Touching Our Local Community

Touching Our Global Community

Touching Our Future

Who is Dr. Bob?

Koinonia Primary Care

Touching Our Future

Dr. Bob Paeglow, founder of Compassion in Action/Koinonia Primary Care teaches medical students that the art of medicine is as important as the science.  He shows medical students that understanding the needs and hopes of the individual is as important as treating their pain and suffering.

Throughout his medical education and residency, Dr. Bob saw that many of his colleagues started out with very idealistic dreams to make a difference in the lives of others and society as a whole.  Many shared the same hopes and values as he did, but few followed through with them. Dr. Bob wanted to understand why this was happening, and what allowed one person to keep that idealistic flame burning while it was extinguished in others. He concluded that students needed to experience teachers and physicians as role models from the very start of their careers. 
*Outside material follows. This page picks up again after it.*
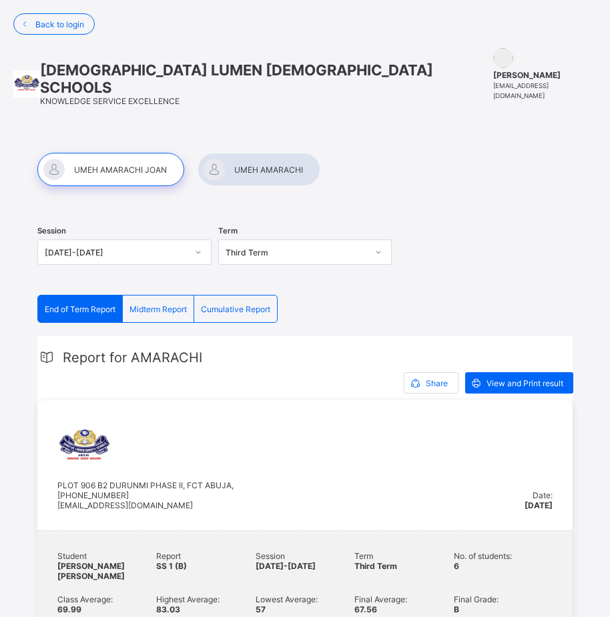  What do you see at coordinates (503, 556) in the screenshot?
I see `span: No. of students:` at bounding box center [503, 556].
"When I was a medical student, I often found myself fighting for a moment of contact with attending physicians; but when I was in clinic with Dr. Paeglow, I felt like his patients’ wellness and my education were top priorities.  As he models service and teaching, pouring his life into students, he has also sought opportunities for me to teach first-year students during after-hours clinical skills instruction.  Meeting Dr. Paeglow was a turning point for me.  Since then, I have become more passionate than ever in my desire to be a Family Physician in a community with limited access to medical care.  And, of course, in the tradition which Dr. Paeglow has instilled in me, I will seek to impart that passion to others.  I believe Dr. Paeglow is one of the most uniquely gifted and devoted teachers in medicine today. I can’t imagine how differently my career path would be had I not had the opportunity to meet this unbelievable human being.”  
~ Ocean Williams, M.D. 

Dr. Bob also believes that students need to have first-hand experiences of caring for the destitute. For this reason, Dr. Bob insists that students join him at all times, during his clinical practice and on medical missions to foreign countries.  The students receive first-hand exposure to service in action, and they witness why it is so valuable and appreciated.  They experience profound joy, when a smile or hope is restored to a patient and his or her loved ones. This joy is not something one can simply read about to understand – it must be personally experienced over and over until it becomes one’s driving force and motivation.
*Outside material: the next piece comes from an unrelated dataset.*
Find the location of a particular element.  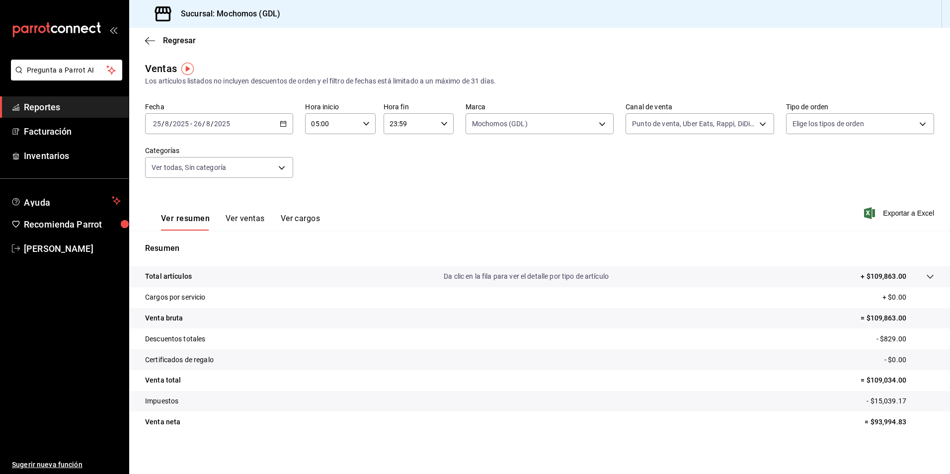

To teach students to treat patients with the respect and compassion they deserve, Dr. Bob has created numerous programs at Albany Medical College (AMC) enabling students to become involved in the care of patients at Koinonia Primary Care and learn an art that can only be taught by experience. One such program is Project Medscope, a volunteer program run by the office of Family Practice at AMC, through which students can work alongside Dr. Bob to provide comprehensive care to the underserved.
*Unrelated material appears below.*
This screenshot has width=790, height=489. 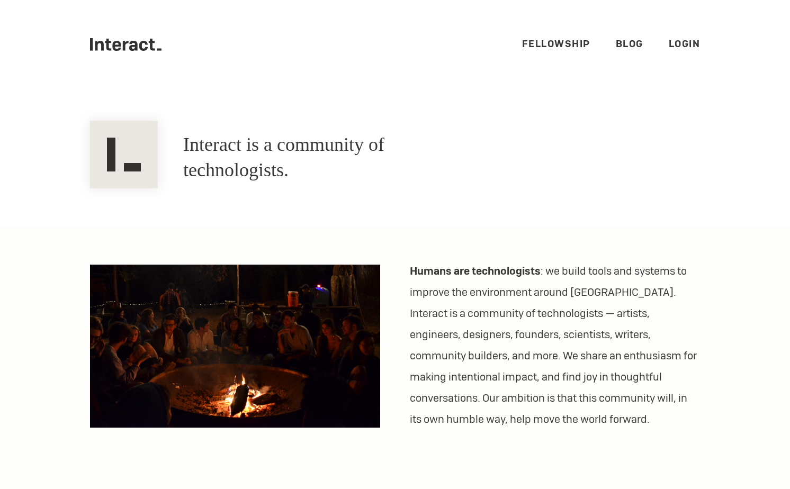 I want to click on a: Login, so click(x=685, y=43).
Dr. Bob was also instrumental in implementing a program called “Care from the Start” (CFS), which allows students to be fully immersed in caring for the underserved.  His vision is that by the end of the training period, students will consider serving in such an environment after their residency.  During the first two years, students hone their clinical skills, as well as shadow physicians in clinics for the underserved, such as Koinonia Primary Care. Their education focuses on problems common to poor, inner-city communities, but it is not confined to the four walls of a clinic. Community involvement and activism is encouraged as the students serve as patient advocates. The curriculum also stresses effective resource management and overcoming barriers to adequate health care. Students are mentored directly by Dr. Bob and are taught fundamentals of primary care medicine as well as how to be committed, caring doctors. CFS is well received by the students and often has a waiting list of participants.  The curriculum is being promoted as a replicable model which physicians around the country can use to provide quality healthcare to underserved communities.